Day to Day Program – National Public Radio (NPR)
July 9, 2007
by MADELEINE BRAND: HOST / SAM EATON: REPORTER
Paying for ‘Ghost Gas’
Listen to the audio of the story here.
MADELEINE BRAND, Host: From NPR News, this is DAY TO DAY. Get ready
for a gasoline supply crunch over the next five years; that today from
an international energy agency report. But when you’re filling up this
summer, you might be paying more for an entirely different reason, and
it has to do with the way gas expands in hot weather.
MARKETPLACE’S Sam Eaton joins us to explain. And Sam, tell us what this means, expanding gas.
SAM EATON: Well, it basically comes down to simple physics,
Madeleine. As the summer temperatures rise, gasoline expands because of
the higher temperatures. Now, that means the amount of energy you get
for a gallon of gas that’s hot is a lot less than when that gallon is
cold. The problem is, retail gas stations don’t account for that
difference in temperature. They sell it according to the national
measurement standard, which it seems gasoline has an average
temperature of about 60 degrees. And it pretty much does until the
delivery truck pumps that gas into tanks, sitting under baking asphalt
at the gas station. And once it’s there, it can get up to about 98
degrees before it goes into your car, according to one study.

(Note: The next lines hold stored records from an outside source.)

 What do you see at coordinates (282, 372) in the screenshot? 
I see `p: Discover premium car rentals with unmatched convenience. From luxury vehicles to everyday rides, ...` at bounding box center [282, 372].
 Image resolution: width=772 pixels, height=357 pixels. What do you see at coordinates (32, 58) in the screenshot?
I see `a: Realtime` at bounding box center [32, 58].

I talked to Judy Dugan with the Foundation for Taxpayer and
Consumer Rights. And she says that 60-degree benchmark for measuring
gas in the marketplace is the equivalent of putting a thumb on the
scale.
Ms. JUDY DUGAN (Research Director, Foundation for Taxpayer and
Consumer Rights): This is what’s caused drivers for years to say, gosh,
I get worse gas mileage in the summer, because it’s gasoline that’s
being sold in a way that fundamentally works against the consumer and
costs you about 50 cents a tankful.
EATON: Now, you add up those extra costs over the entire
summer, she says, and US Drivers are paying more than $1.5 billion for
gas they’re basically not getting.
BRAND: Now, consumer groups like hers have filed dozens of
lawsuits against oil companies and gas retailers, I understand. Do they
have a case?
EATON: Well, it — Madeleine, it depends on which side you’re
talking to, of course. The consumers’ groups and several Democrats in
Congress say it amounts to deception. They claim fuel distributors are
unjustly enriching themselves on this phenomenon.

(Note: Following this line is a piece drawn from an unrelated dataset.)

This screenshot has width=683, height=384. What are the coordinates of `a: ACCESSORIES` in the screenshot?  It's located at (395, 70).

The solution, they believe, is to mandate the use of equipment that compensates for the temperature swings at the pump.
Now, Canada has been doing this for some time, but it’s easier
to mandate there because gas is usually colder than 60 degrees, which
means gas stations are actually losing money.

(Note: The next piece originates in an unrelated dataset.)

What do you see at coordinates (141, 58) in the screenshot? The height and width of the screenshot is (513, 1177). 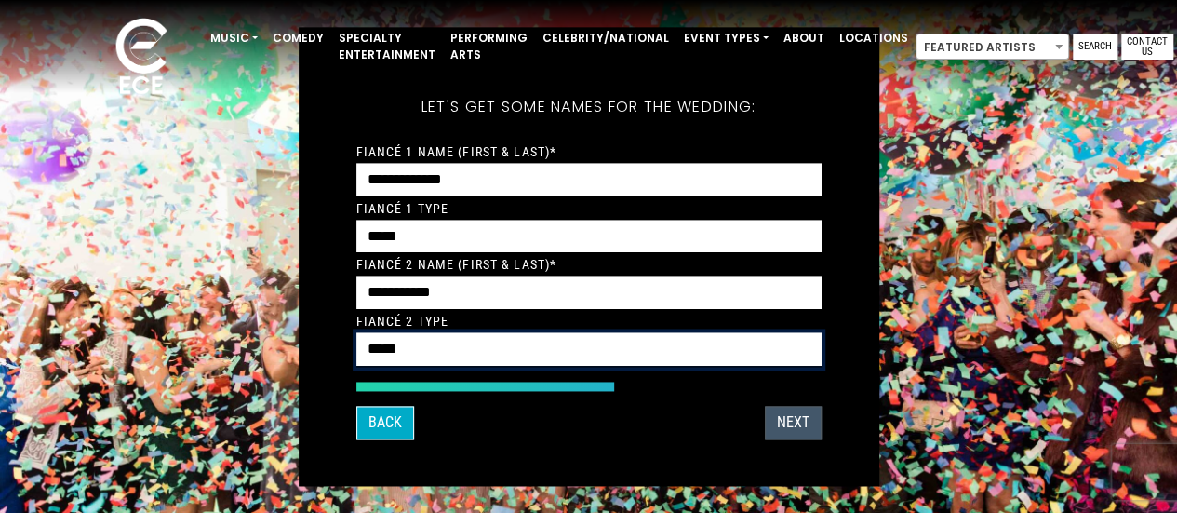 I see `img: ece_new_logo_whitev2-1.png` at bounding box center [141, 58].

But here in the US, gas retailers argue that the upgrades would
be too costly, anywhere from $1500 to $3800 a pump. They say that’s
enough to put many independent gas stations out of business. They also
say more research is needed, claiming the estimates of over-charging
are the result of guesswork.
BRAND: What will happen? Will it get to court?
EATON: Well, this is where Congress comes in, actually. And this
could happen before it goes to court. It’s putting pressure on a group
called the National Conference on Weights and Measures, which gives
final rule on how things are weighed and measured in the marketplace.
And this group begins its annual meeting tomorrow in Salt Lake City.
The question is whether the conference will cave to pressure from
Congress, or whether the change will come from the dozens of consumer
lawsuits we were mentioning.
BRAND: Thanks a lot, Sam. That’s Sam Eaton of Public Radio’s
daily business show, MARKETPLACE, produced by American Public media.